ABSTRACT

This essay investigates how Anthony Trollope’s fictional world-making employs representations of feelings about the self and others as construction materials. To a degree unusual among his Victorian peers, Trollope’s fictive places and persons come to life in the mind of the reader within a matrix of emotions. Among the core affects of narrativity, curiosity, surprise, and suspense, Trollope privileges curiosity as a driver of his plots, but he answers narrative enigmas almost as fast as they arise. Trollope’s narrator’s avuncular voice reassures the reader – this is the way the world works – never troubling us with too much suspense, avoiding shocks, and consoling us that any curiosity aroused by the conundrums of the characters will soon be resolved. With Trollope as a guide readers can pleasurably surrender to the representation of others’ feelings. I employ the tools of rhetorical narrative theory of fictional minds 1 and cognitive narratology 2 to investigate Trollope’s methods, specifically his use of narrated monologue (free indirect discourse) and psycho-narration (thought report) for revealing characters’ feelings from the inside, and his use of externalized narration (behaviorist or objective narrative) and intermental thought (communal views) to invite readers’ participation in assessing those characters’ feelings. It may seem perverse to delve into the narrative techniques of a writer who is sometimes regarded as lacking a consistent or rigorous manner of world-making. 3 Cognitive narratology helps reveal the sources of Trollope’s affective accomplishment, first described in detail by Henry James, to whose critique and appreciation of Trollope this essay returns in conclusion. 4

Trollope’s novel titles convey his commitments to his characters and their feelings. Thirty of his novels are named for characters or their roles (e.g., Rachel Ray [1863]; The American Senator [1877]). Six have catchphrases as titles, half of which evoke emotionally fraught situations: Can You Forgive Her? (1864-65); He Knew He Was Right (1869), and An Eye for an Eye (1879). Ten novels bear the names of places. Trollope’s Barsetshire, an enduring country of the mind, is chronicled in novels named for people ( The Warden [1855] and Doctor Thorne [1858]) and places: cathedral towns, a parsonage, a small house, and a county. This emphasis inclines readers to the view that Trollope creates memorable settings, as Juliet McMaster demonstrates in her readings of the emblematic valences of the settings and the allegorical uses of locations in the Palliser novels. When he describes, McMaster observes, Trollope is often “painstaking rather than vivid,” or diagrammatic in his precision about properties (182). Still, detailed depiction of places and spaces is rare in the pages of Trollope’s fiction. If a major use of fictional worlds is the replacement of the world of the reader with an alternative realm of story, Trollope’s fictional worlds are

constructed not so much out of realized spaces as out of the imagined beings that populate them and their behavior, thoughts, motives, and feelings, and their speculations about one another’s feelings. Orley Farm (1860-61) contains within a novel named for a place Trollope’s meditation on the limits of reliable knowledge about selves and the promiscuity of people’s feelings about the motives of others.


## [Problem statement]
Reproduce the following material exactly, including every line.

## [Raw data]
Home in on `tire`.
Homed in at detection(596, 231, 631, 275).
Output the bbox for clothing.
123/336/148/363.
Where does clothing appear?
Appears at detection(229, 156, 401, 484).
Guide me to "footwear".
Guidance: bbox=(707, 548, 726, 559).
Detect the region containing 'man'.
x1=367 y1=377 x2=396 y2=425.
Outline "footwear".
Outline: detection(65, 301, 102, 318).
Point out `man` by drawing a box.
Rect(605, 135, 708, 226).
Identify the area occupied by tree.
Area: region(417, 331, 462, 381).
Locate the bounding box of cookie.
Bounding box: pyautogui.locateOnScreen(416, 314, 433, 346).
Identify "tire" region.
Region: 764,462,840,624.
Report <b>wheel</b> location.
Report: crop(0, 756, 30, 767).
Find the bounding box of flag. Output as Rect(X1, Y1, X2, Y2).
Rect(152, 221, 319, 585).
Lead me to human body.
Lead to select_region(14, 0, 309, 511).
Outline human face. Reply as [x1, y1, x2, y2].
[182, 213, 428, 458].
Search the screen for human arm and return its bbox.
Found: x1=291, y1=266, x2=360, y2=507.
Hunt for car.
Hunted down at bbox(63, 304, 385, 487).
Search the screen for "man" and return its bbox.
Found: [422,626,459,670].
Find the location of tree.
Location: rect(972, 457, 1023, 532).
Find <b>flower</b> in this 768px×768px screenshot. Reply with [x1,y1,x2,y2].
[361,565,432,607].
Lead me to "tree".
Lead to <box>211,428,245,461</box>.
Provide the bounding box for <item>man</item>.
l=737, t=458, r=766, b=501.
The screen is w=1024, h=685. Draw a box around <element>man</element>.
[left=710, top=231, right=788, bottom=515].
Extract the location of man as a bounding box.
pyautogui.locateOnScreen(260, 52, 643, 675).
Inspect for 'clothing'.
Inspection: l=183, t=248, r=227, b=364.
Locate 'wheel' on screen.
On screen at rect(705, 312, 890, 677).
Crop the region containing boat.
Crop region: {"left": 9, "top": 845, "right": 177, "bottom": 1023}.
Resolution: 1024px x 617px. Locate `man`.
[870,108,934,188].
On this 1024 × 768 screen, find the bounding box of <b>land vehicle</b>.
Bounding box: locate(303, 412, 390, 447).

## [Written answer]
Home in on `tire`.
Homed in at detection(596, 231, 631, 275).
Output the bbox for clothing.
123/336/148/363.
Where does clothing appear?
Appears at detection(229, 156, 401, 484).
Guide me to "footwear".
Guidance: bbox=(707, 548, 726, 559).
Detect the region containing 'man'.
x1=367 y1=377 x2=396 y2=425.
Outline "footwear".
Outline: detection(65, 301, 102, 318).
Point out `man` by drawing a box.
Rect(605, 135, 708, 226).
Identify the area occupied by tree.
Area: region(417, 331, 462, 381).
Locate the bounding box of cookie.
Bounding box: pyautogui.locateOnScreen(416, 314, 433, 346).
Identify "tire" region.
Region: 764,462,840,624.
Report <b>wheel</b> location.
Report: crop(0, 756, 30, 767).
Find the bounding box of flag. Output as Rect(X1, Y1, X2, Y2).
Rect(152, 221, 319, 585).
Lead me to human body.
Lead to select_region(14, 0, 309, 511).
Outline human face. Reply as [x1, y1, x2, y2].
[182, 213, 428, 458].
Search the screen for human arm and return its bbox.
Found: x1=291, y1=266, x2=360, y2=507.
Hunt for car.
Hunted down at bbox(63, 304, 385, 487).
Search the screen for "man" and return its bbox.
Found: [422,626,459,670].
Find the location of tree.
Location: rect(972, 457, 1023, 532).
Find <b>flower</b> in this 768px×768px screenshot. Reply with [x1,y1,x2,y2].
[361,565,432,607].
Lead me to "tree".
Lead to <box>211,428,245,461</box>.
Provide the bounding box for <item>man</item>.
l=737, t=458, r=766, b=501.
The screen is w=1024, h=685. Draw a box around <element>man</element>.
[left=710, top=231, right=788, bottom=515].
Extract the location of man as a bounding box.
pyautogui.locateOnScreen(260, 52, 643, 675).
Inspect for 'clothing'.
Inspection: l=183, t=248, r=227, b=364.
Locate 'wheel' on screen.
On screen at rect(705, 312, 890, 677).
Crop the region containing boat.
Crop region: {"left": 9, "top": 845, "right": 177, "bottom": 1023}.
Resolution: 1024px x 617px. Locate `man`.
[870,108,934,188].
On this 1024 × 768 screen, find the bounding box of <b>land vehicle</b>.
Bounding box: locate(303, 412, 390, 447).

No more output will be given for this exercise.